Postgres’s JSONB is a schema-on-read document store inside a schema-on-write database. Two rules:

  • Use JSONB for irregular metadata. Tags that vary per integration, audit payloads, vendor-specific fields. Anything where you’d otherwise have 40 columns half-null.
  • Do not use JSONB for everything. If a field has a known shape and is queried in WHERE clauses, give it its own column. The GIN index on JSONB is real, but a btree on a typed column is faster and self-documents the schema.

Full-text search, in one query:

SELECT id, ts_rank(search, q) AS rank, title
FROM todos, plainto_tsquery('english', 'milk bread') q
WHERE search @@ q AND user_id = 42
ORDER BY rank DESC
LIMIT 20;

That’s good enough for ten million rows. When it isn’t, reach for pg_trgm for fuzzy search, then for an external search engine (Meilisearch, Typesense, OpenSearch) — usually not before tens of millions of rows.

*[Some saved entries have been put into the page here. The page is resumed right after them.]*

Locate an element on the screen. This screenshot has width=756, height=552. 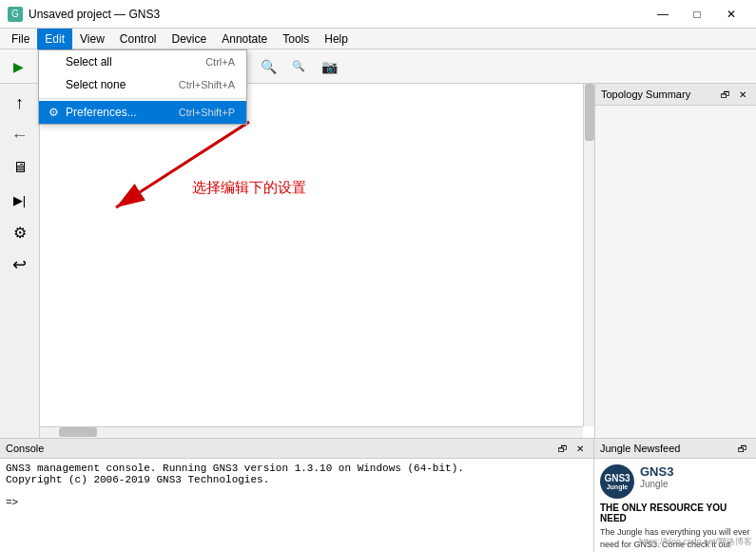
left-sidebar: ↑ ← 🖥 ▶| ⚙ ↩ is located at coordinates (20, 261).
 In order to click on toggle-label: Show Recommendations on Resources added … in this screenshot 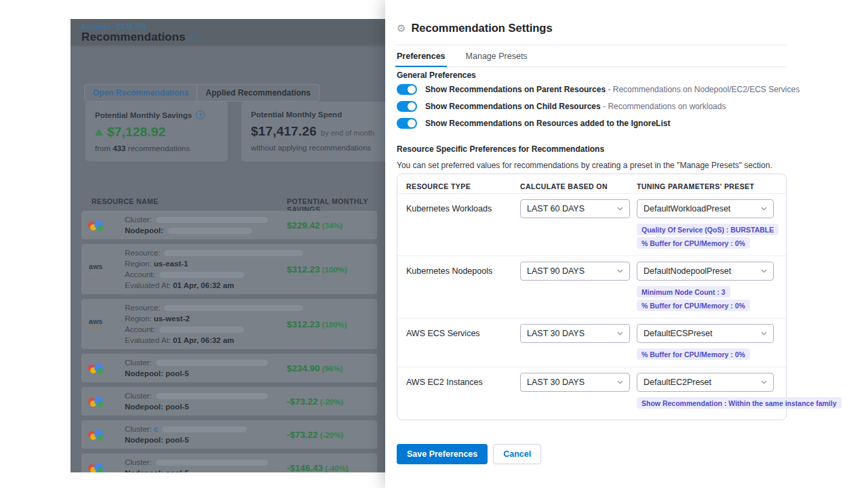, I will do `click(548, 123)`.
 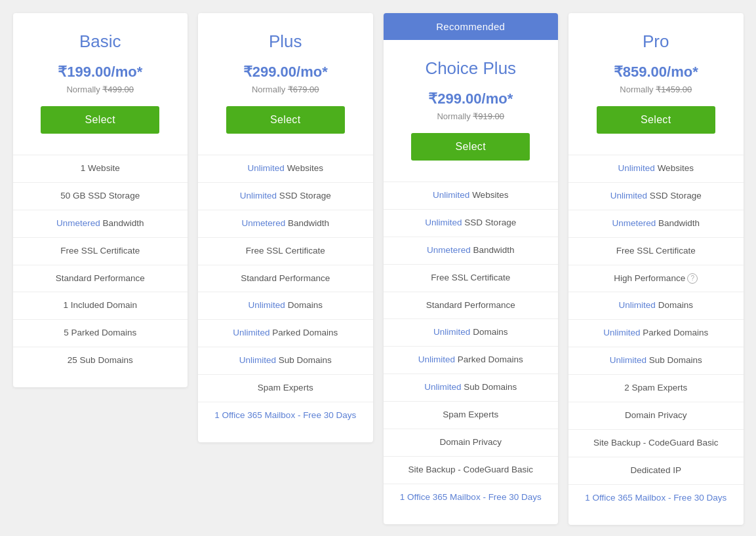 I want to click on info-icon: ?, so click(x=692, y=278).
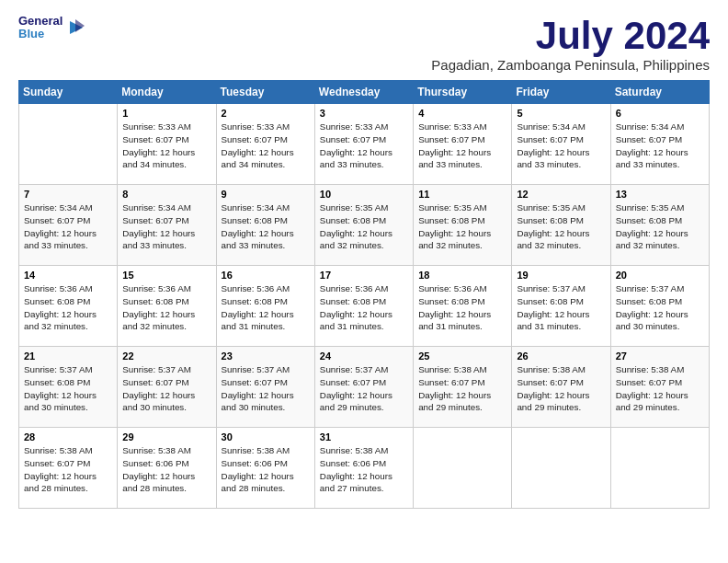 This screenshot has height=563, width=728. What do you see at coordinates (68, 194) in the screenshot?
I see `day-number-7: 7` at bounding box center [68, 194].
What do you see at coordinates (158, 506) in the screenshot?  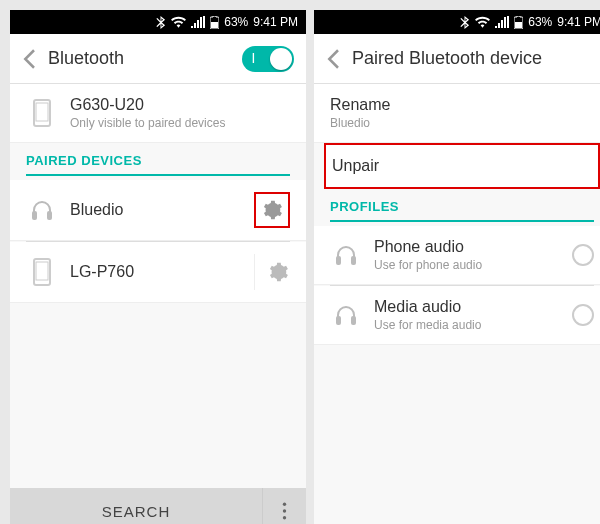 I see `bottom-bar: SEARCH` at bounding box center [158, 506].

Step 7 — Survive the load test

Take the TODO API from 03.3. Seed it with a million realistic todos across a thousand users. Then load test:

# k6 (npm or brew) — write a small script
k6 run --vus 100 --duration 60s load.js

Targets that prove your work:

MetricTarget
p95 latency, list todosunder 50ms
p95 latency, search todosunder 100ms
Error rateunder 0.1 percent
CPU on a 1-vCPU instanceunder 70 percent at peak

If you fail any of those, the next step is not “scale up the box.” It’s EXPLAIN ANALYZE the slow query, find the plan, fix the index. You will probably learn more from one missed target than from the previous five sections combined.

Going deeper

  1. The Internals of PostgreSQL · free, deep, technical. Skim once you have shipped a real schema.
  2. Postgres Weekly · the only Postgres newsletter worth your time.
  3. pgvector docs · for the vector-search use case, when it’s right.
  4. Use The Index, Luke! — chapters 4–8 · query plans and concurrency once the basics click.
  5. Designing Data-Intensive Applications, chapters 2–3 · Kleppmann · the high-level theory the docs assume you know.

Skip “Postgres vs MongoDB benchmarks 2026.” They benchmark different things and conclude what the author was going to conclude anyway.

Checkpoints

  1. Why is serial a bad default in 2026, and what specifically goes wrong when you hit the limit?
  2. Walk through the expand-contract migration pattern for renaming a column. Why does a single-step rename cause an outage?
  3. You have a query: SELECT * FROM todos WHERE user_id = ? AND NOT done ORDER BY due LIMIT 20. Design the right index, including any partial or INCLUDE clause, and explain why.
  4. In an EXPLAIN ANALYZE plan, what’s the difference between Index Scan and Index Only Scan, and why would you redesign a query to get the second?
  5. Name a problem that is the right fit for JSONB and one that is the wrong fit. Defend each in one sentence.

When the load test passes the targets above, move to 03.5 Deploying and DevOps lite, where you’ll get the API and frontend onto a real domain that a recruiter can click.